18. The Wonder Girl and Starfire min-statues I wanted for a while. This was a good con for getting long-sought knickknacks.

19. A copy of Fell volume 1 and the two Justice trades. These were bought at one of the many booths offering books for either 50% off or buy one, get one free. This was the show for trades.

20. "I Will Feast on Your Whore Heart," a string-bound mini that caught my eye.

21. Two minis by Josh Latta, another Wide Awake artist.

22. Two little toys made by another Wide Awake guy.

23. The card handed out by the Imaginism people.

24. The card for Girls with Slingshots, a webcomic by Danielle Corsetto whose portfolio was really good. We also chatted in the Starbucks line, and I sold her on their shaken iced tea lemonade. I think we were sparking a little, and then I remembered that I couldn't convince Your Sis to come along.

The convention center also hosted a car show next door, and the bouncing vibrations from the car stereos pounded us all day. The artists inking sketches complained that the tables were vibrating.

I had dinner with people I know from online and drove back home, returning at 11:30. I was dead tired, my feet hurt, and my voice was shot, but it was as fun as I hoped.

The next day, Your Sis tackled her closets, and I weeded the garden.
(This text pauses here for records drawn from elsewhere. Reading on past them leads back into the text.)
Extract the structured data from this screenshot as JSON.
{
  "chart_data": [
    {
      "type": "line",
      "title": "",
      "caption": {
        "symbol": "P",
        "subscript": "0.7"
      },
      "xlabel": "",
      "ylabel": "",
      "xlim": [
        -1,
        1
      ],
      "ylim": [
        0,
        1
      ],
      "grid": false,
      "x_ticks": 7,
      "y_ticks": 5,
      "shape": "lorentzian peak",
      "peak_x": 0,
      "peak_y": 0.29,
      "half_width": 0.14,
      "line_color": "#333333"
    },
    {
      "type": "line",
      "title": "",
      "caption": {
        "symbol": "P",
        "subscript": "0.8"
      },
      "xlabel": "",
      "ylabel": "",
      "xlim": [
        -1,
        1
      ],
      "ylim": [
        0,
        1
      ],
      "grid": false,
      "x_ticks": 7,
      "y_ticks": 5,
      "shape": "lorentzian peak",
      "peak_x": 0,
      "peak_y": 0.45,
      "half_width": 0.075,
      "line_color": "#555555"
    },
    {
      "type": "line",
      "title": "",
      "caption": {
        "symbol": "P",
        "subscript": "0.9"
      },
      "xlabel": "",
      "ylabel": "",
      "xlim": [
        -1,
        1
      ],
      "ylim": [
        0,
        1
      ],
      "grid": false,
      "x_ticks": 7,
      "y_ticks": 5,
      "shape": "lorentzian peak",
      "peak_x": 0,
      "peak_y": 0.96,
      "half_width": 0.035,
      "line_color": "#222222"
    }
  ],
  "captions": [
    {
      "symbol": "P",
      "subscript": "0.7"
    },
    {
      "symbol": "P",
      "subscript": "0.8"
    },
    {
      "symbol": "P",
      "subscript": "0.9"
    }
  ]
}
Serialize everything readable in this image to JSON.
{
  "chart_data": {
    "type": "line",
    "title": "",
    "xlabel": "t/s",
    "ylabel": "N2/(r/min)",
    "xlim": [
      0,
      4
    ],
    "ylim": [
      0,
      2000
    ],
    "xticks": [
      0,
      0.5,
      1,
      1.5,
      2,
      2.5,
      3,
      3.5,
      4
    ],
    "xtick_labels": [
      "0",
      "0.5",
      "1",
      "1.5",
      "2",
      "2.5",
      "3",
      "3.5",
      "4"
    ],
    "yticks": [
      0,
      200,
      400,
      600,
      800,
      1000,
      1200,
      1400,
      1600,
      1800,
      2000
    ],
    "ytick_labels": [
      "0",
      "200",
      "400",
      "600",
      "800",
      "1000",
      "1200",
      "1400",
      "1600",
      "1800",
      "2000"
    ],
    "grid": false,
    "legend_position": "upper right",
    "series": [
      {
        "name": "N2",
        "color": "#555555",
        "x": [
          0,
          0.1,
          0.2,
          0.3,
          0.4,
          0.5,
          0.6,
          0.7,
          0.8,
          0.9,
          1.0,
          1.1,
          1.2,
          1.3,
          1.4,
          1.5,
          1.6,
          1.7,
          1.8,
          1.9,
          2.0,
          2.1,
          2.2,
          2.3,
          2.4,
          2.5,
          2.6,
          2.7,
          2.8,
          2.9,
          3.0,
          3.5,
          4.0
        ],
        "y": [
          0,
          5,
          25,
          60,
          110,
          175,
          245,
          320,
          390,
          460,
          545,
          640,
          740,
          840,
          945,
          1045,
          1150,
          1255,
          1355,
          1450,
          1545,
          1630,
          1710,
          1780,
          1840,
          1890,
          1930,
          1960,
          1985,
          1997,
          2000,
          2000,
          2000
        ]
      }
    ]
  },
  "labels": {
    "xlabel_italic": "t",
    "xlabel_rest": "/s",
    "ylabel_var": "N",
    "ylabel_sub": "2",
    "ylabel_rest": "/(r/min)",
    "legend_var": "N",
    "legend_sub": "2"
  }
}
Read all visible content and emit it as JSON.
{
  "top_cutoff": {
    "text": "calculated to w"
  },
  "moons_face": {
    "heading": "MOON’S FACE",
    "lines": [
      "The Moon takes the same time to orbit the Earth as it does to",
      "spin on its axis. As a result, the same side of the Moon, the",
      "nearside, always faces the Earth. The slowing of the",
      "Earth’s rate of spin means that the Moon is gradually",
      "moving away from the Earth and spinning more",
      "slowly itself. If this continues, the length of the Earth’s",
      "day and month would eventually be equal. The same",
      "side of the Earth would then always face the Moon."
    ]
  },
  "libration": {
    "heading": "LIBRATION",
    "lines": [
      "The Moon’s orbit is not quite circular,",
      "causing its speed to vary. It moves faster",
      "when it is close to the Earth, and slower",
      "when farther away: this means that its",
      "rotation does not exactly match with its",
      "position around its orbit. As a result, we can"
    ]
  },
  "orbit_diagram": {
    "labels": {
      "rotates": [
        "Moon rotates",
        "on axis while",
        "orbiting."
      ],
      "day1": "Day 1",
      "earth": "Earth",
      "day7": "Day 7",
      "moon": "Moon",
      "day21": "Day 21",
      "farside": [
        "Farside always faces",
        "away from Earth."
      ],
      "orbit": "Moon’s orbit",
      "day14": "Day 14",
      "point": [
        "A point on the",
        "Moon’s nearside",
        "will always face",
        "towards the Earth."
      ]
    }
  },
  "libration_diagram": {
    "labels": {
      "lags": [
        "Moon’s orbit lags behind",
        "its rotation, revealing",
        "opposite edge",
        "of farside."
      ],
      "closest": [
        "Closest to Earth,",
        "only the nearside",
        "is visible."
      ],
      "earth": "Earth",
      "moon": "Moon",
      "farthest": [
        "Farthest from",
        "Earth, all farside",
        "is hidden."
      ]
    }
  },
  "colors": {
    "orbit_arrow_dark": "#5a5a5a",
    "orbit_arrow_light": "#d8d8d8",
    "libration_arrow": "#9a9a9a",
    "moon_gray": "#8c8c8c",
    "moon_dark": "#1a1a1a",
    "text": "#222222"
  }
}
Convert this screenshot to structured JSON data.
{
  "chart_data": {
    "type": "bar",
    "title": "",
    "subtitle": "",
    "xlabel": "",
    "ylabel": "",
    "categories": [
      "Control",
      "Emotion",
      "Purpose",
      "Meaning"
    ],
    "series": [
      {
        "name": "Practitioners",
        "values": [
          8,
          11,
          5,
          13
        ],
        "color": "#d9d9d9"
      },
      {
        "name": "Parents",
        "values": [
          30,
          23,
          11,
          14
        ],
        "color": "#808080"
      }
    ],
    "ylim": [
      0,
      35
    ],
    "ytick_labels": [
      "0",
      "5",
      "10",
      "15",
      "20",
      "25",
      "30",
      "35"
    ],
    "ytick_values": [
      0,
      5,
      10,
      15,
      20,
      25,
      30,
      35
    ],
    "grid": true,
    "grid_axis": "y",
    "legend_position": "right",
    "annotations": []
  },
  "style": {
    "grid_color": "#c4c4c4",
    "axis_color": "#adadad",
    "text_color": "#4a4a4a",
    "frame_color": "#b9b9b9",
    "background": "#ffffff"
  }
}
I was officially asked to join the theatre board of directors by email, and by email I declined. I cited my full dance card and offered to help with publicity in any way I feasibly can. If I was asked a few weeks back, I might have jumped at it. I was told the board had moved their meeting times to evening so I could join them, but they scheduled it the same night as a rehearsal. I couldn't go anyway.

Oh, I also invented a new drink at the soda shop: Sweet iced tea with dashes of Tabasco. I call it a Hothouse Flower. You can feel the spice in your throat, but the taste is hidden.

I debated running this morning and crawled out of bed only because Your Sis woke up early. I ran. It hurt. I was on my last quarter-mile, right as I turn to go up the rassem-frassem hill when I spied a runner in white turning the corner downhill. It was Your Sister. As soon as she saw me, she threw up her hand to playfully hide.

I thought something was wrong. Your Sister doesn't run. I thought the house/school/cats were exploding/collapsing/stepped on by Godzookie. I stopped and turned to follow her, and she said she wanted to give running a try. Did I mind? DID I MIND?! I turned off my stopwatch and iPod and jogged alongside her. We slowed to a walk a few times and did about a half mile. I'm thrilled by this. I never thought she would run with me. Even if this doesn't happen again, we had this morning. I'm proud of her.